Ari Hallgrímur Finnsson (he/him) is a PhD Candidate in the Department of History at the University of Toronto. He completed his MA in Social and Political Thought at York University in 2020. His research interests are in global and imperial intellectual history, including liberal political philosophy, law, biopolitics, political economy, and social and historical theory. His dissertation project focusses on the history of property-owning democracy and the larger historical entanglements between property, democracy, colonialism, and law in the French and British empires from the seventeenth to the twentieth centuries. His previous work has also examined the intersections of popular sovereignty, citizenship, memory politics, and crisis in historical and contemporary contexts.
- Finnsson, Ari Hallgrimur. ““Louis must die, because the nation must live:” Blood, National Regeneration, and the Execution of Louis XVI.” The Canadian Journal of History 57, no. 1 (April, 2022): 1-21. https://doi.org/10.3138/cjh-57-1-2021-0069.
- Finnsson, Ari. “When Will We Return to Normal? The Pandemic, Normalcy, and the Practice of History.” Past Tense Graduate Review of History vol. 9 (Summer 2021). https://pasttensejournal.files.wordpress.com/2021/11/layout-finnsson-cc.pdf
- Hallgrimsdottir, Helga, Ari Finnsson, and Emmanuel Brunet-Jailly. “Austerity Talk and Crisis Narratives: New Memory Politics and Xenophobia in the European Union.” Frontiers in Sociology, vol. 5 (March, 2020): 1-14. DOI: 10.3389/fsoc.2020.00014.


How to complete this task :: Every line of the material below needs to be copied exactly; omit the pictures.

Source material ::
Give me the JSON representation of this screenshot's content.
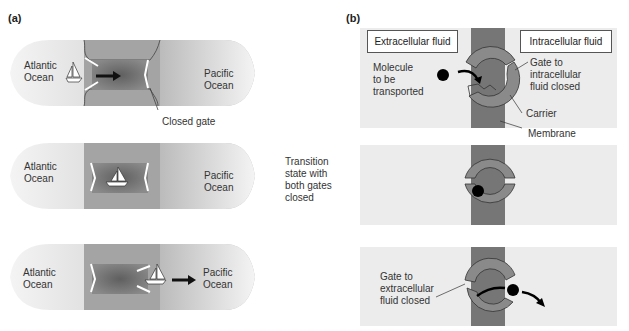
{
  "figure": {
    "panel_a": {
      "label": "(a)",
      "scenes": [
        {
          "left": "Atlantic\nOcean",
          "left_line1": "Atlantic",
          "left_line2": "Ocean",
          "right_line1": "Pacific",
          "right_line2": "Ocean",
          "callout": "Closed gate",
          "state": "left gate open, boat entering, right gate closed"
        },
        {
          "left_line1": "Atlantic",
          "left_line2": "Ocean",
          "right_line1": "Pacific",
          "right_line2": "Ocean",
          "state": "both gates closed, boat in lock"
        },
        {
          "left_line1": "Atlantic",
          "left_line2": "Ocean",
          "right_line1": "Pacific",
          "right_line2": "Ocean",
          "state": "left gate closed, right gate open, boat exiting"
        }
      ]
    },
    "middle_caption": {
      "lines": [
        "Transition",
        "state with",
        "both gates",
        "closed"
      ]
    },
    "panel_b": {
      "label": "(b)",
      "extracellular_box": "Extracellular fluid",
      "intracellular_box": "Intracellular fluid",
      "scene1": {
        "molecule_label": [
          "Molecule",
          "to be",
          "transported"
        ],
        "gate_label": [
          "Gate to",
          "intracellular",
          "fluid closed"
        ],
        "carrier_label": "Carrier",
        "membrane_label": "Membrane"
      },
      "scene3": {
        "gate_label": [
          "Gate to",
          "extracellular",
          "fluid closed"
        ]
      }
    },
    "colors": {
      "water_dark": "#6f6f6f",
      "land": "#a9a9a9",
      "ocean_fade": "#d6d6d6",
      "membrane": "#767676",
      "carrier": "#8a8a8a",
      "panel_bg": "#ececec",
      "molecule": "#000000"
    }
  }
}
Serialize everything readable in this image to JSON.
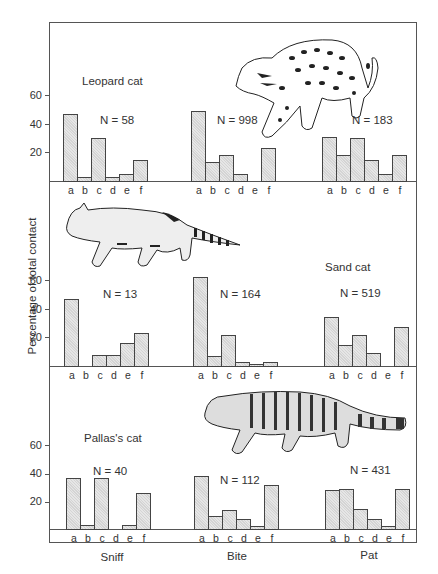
{
  "chart_data": {
    "type": "bar",
    "ylabel": "Percentage of total contact",
    "categories": [
      "a",
      "b",
      "c",
      "d",
      "e",
      "f"
    ],
    "groups": [
      "Sniff",
      "Bite",
      "Pat"
    ],
    "yticks": [
      20,
      40,
      60
    ],
    "ylim": [
      0,
      70
    ],
    "panels": [
      {
        "species": "Leopard cat",
        "groups": [
          {
            "name": "Sniff",
            "n_label": "N = 58",
            "values": [
              47,
              3,
              30,
              3,
              5,
              15
            ]
          },
          {
            "name": "Bite",
            "n_label": "N = 998",
            "values": [
              49,
              13,
              18,
              5,
              0,
              23
            ]
          },
          {
            "name": "Pat",
            "n_label": "N = 183",
            "values": [
              31,
              18,
              30,
              15,
              5,
              18
            ]
          }
        ]
      },
      {
        "species": "Sand cat",
        "groups": [
          {
            "name": "Sniff",
            "n_label": "N = 13",
            "values": [
              47,
              0,
              8,
              8,
              16,
              23
            ]
          },
          {
            "name": "Bite",
            "n_label": "N = 164",
            "values": [
              62,
              7,
              22,
              3,
              1,
              3
            ]
          },
          {
            "name": "Pat",
            "n_label": "N = 519",
            "values": [
              34,
              15,
              22,
              9,
              0,
              27
            ]
          }
        ]
      },
      {
        "species": "Pallas's cat",
        "groups": [
          {
            "name": "Sniff",
            "n_label": "N = 40",
            "values": [
              36,
              3,
              36,
              0,
              3,
              25
            ]
          },
          {
            "name": "Bite",
            "n_label": "N = 112",
            "values": [
              37,
              9,
              13,
              7,
              2,
              31
            ]
          },
          {
            "name": "Pat",
            "n_label": "N = 431",
            "values": [
              27,
              28,
              14,
              7,
              2,
              28
            ]
          }
        ]
      }
    ],
    "grid": false,
    "legend": "none"
  },
  "labels": {
    "ylabel": "Percentage of total contact",
    "xgroups": [
      "Sniff",
      "Bite",
      "Pat"
    ],
    "species": [
      "Leopard cat",
      "Sand cat",
      "Pallas's cat"
    ]
  },
  "illustrations": [
    "leopard-cat-drawing",
    "sand-cat-drawing",
    "pallas-cat-drawing"
  ]
}
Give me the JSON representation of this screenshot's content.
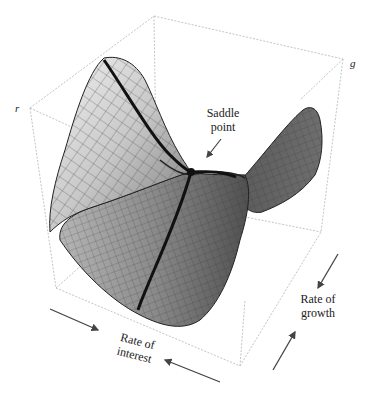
{
  "figure": {
    "type": "3d-surface-diagram"
  },
  "axes": {
    "vertical_label": "r",
    "depth_label": "g"
  },
  "annotations": {
    "saddle_label_line1": "Saddle",
    "saddle_label_line2": "point",
    "interest_line1": "Rate of",
    "interest_line2": "interest",
    "growth_line1": "Rate of",
    "growth_line2": "growth"
  },
  "colors": {
    "box_edge": "#b8b8b8",
    "surface_light": "#e6e6e6",
    "surface_mid": "#9a9a9a",
    "surface_dark": "#4a4a4a",
    "mesh": "#555555",
    "thick_curve": "#111111",
    "arrow": "#444444"
  }
}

Solution to this task ::
Give me the JSON representation of this screenshot's content.
{
  "figure": {
    "panel_a": {
      "label": "(a)",
      "scenes": [
        {
          "left": "Atlantic\nOcean",
          "left_line1": "Atlantic",
          "left_line2": "Ocean",
          "right_line1": "Pacific",
          "right_line2": "Ocean",
          "callout": "Closed gate",
          "state": "left gate open, boat entering, right gate closed"
        },
        {
          "left_line1": "Atlantic",
          "left_line2": "Ocean",
          "right_line1": "Pacific",
          "right_line2": "Ocean",
          "state": "both gates closed, boat in lock"
        },
        {
          "left_line1": "Atlantic",
          "left_line2": "Ocean",
          "right_line1": "Pacific",
          "right_line2": "Ocean",
          "state": "left gate closed, right gate open, boat exiting"
        }
      ]
    },
    "middle_caption": {
      "lines": [
        "Transition",
        "state with",
        "both gates",
        "closed"
      ]
    },
    "panel_b": {
      "label": "(b)",
      "extracellular_box": "Extracellular fluid",
      "intracellular_box": "Intracellular fluid",
      "scene1": {
        "molecule_label": [
          "Molecule",
          "to be",
          "transported"
        ],
        "gate_label": [
          "Gate to",
          "intracellular",
          "fluid closed"
        ],
        "carrier_label": "Carrier",
        "membrane_label": "Membrane"
      },
      "scene3": {
        "gate_label": [
          "Gate to",
          "extracellular",
          "fluid closed"
        ]
      }
    },
    "colors": {
      "water_dark": "#6f6f6f",
      "land": "#a9a9a9",
      "ocean_fade": "#d6d6d6",
      "membrane": "#767676",
      "carrier": "#8a8a8a",
      "panel_bg": "#ececec",
      "molecule": "#000000"
    }
  }
}
Serialize everything readable in this image to JSON.
{
  "chart_data": {
    "type": "bar",
    "ylabel": "Percentage of total contact",
    "categories": [
      "a",
      "b",
      "c",
      "d",
      "e",
      "f"
    ],
    "groups": [
      "Sniff",
      "Bite",
      "Pat"
    ],
    "yticks": [
      20,
      40,
      60
    ],
    "ylim": [
      0,
      70
    ],
    "panels": [
      {
        "species": "Leopard cat",
        "groups": [
          {
            "name": "Sniff",
            "n_label": "N = 58",
            "values": [
              47,
              3,
              30,
              3,
              5,
              15
            ]
          },
          {
            "name": "Bite",
            "n_label": "N = 998",
            "values": [
              49,
              13,
              18,
              5,
              0,
              23
            ]
          },
          {
            "name": "Pat",
            "n_label": "N = 183",
            "values": [
              31,
              18,
              30,
              15,
              5,
              18
            ]
          }
        ]
      },
      {
        "species": "Sand cat",
        "groups": [
          {
            "name": "Sniff",
            "n_label": "N = 13",
            "values": [
              47,
              0,
              8,
              8,
              16,
              23
            ]
          },
          {
            "name": "Bite",
            "n_label": "N = 164",
            "values": [
              62,
              7,
              22,
              3,
              1,
              3
            ]
          },
          {
            "name": "Pat",
            "n_label": "N = 519",
            "values": [
              34,
              15,
              22,
              9,
              0,
              27
            ]
          }
        ]
      },
      {
        "species": "Pallas's cat",
        "groups": [
          {
            "name": "Sniff",
            "n_label": "N = 40",
            "values": [
              36,
              3,
              36,
              0,
              3,
              25
            ]
          },
          {
            "name": "Bite",
            "n_label": "N = 112",
            "values": [
              37,
              9,
              13,
              7,
              2,
              31
            ]
          },
          {
            "name": "Pat",
            "n_label": "N = 431",
            "values": [
              27,
              28,
              14,
              7,
              2,
              28
            ]
          }
        ]
      }
    ],
    "grid": false,
    "legend": "none"
  },
  "labels": {
    "ylabel": "Percentage of total contact",
    "xgroups": [
      "Sniff",
      "Bite",
      "Pat"
    ],
    "species": [
      "Leopard cat",
      "Sand cat",
      "Pallas's cat"
    ]
  },
  "illustrations": [
    "leopard-cat-drawing",
    "sand-cat-drawing",
    "pallas-cat-drawing"
  ]
}
Give me the JSON representation of this screenshot's content.
{
  "figure": {
    "type": "3d-surface-diagram"
  },
  "axes": {
    "vertical_label": "r",
    "depth_label": "g"
  },
  "annotations": {
    "saddle_label_line1": "Saddle",
    "saddle_label_line2": "point",
    "interest_line1": "Rate of",
    "interest_line2": "interest",
    "growth_line1": "Rate of",
    "growth_line2": "growth"
  },
  "colors": {
    "box_edge": "#b8b8b8",
    "surface_light": "#e6e6e6",
    "surface_mid": "#9a9a9a",
    "surface_dark": "#4a4a4a",
    "mesh": "#555555",
    "thick_curve": "#111111",
    "arrow": "#444444"
  }
}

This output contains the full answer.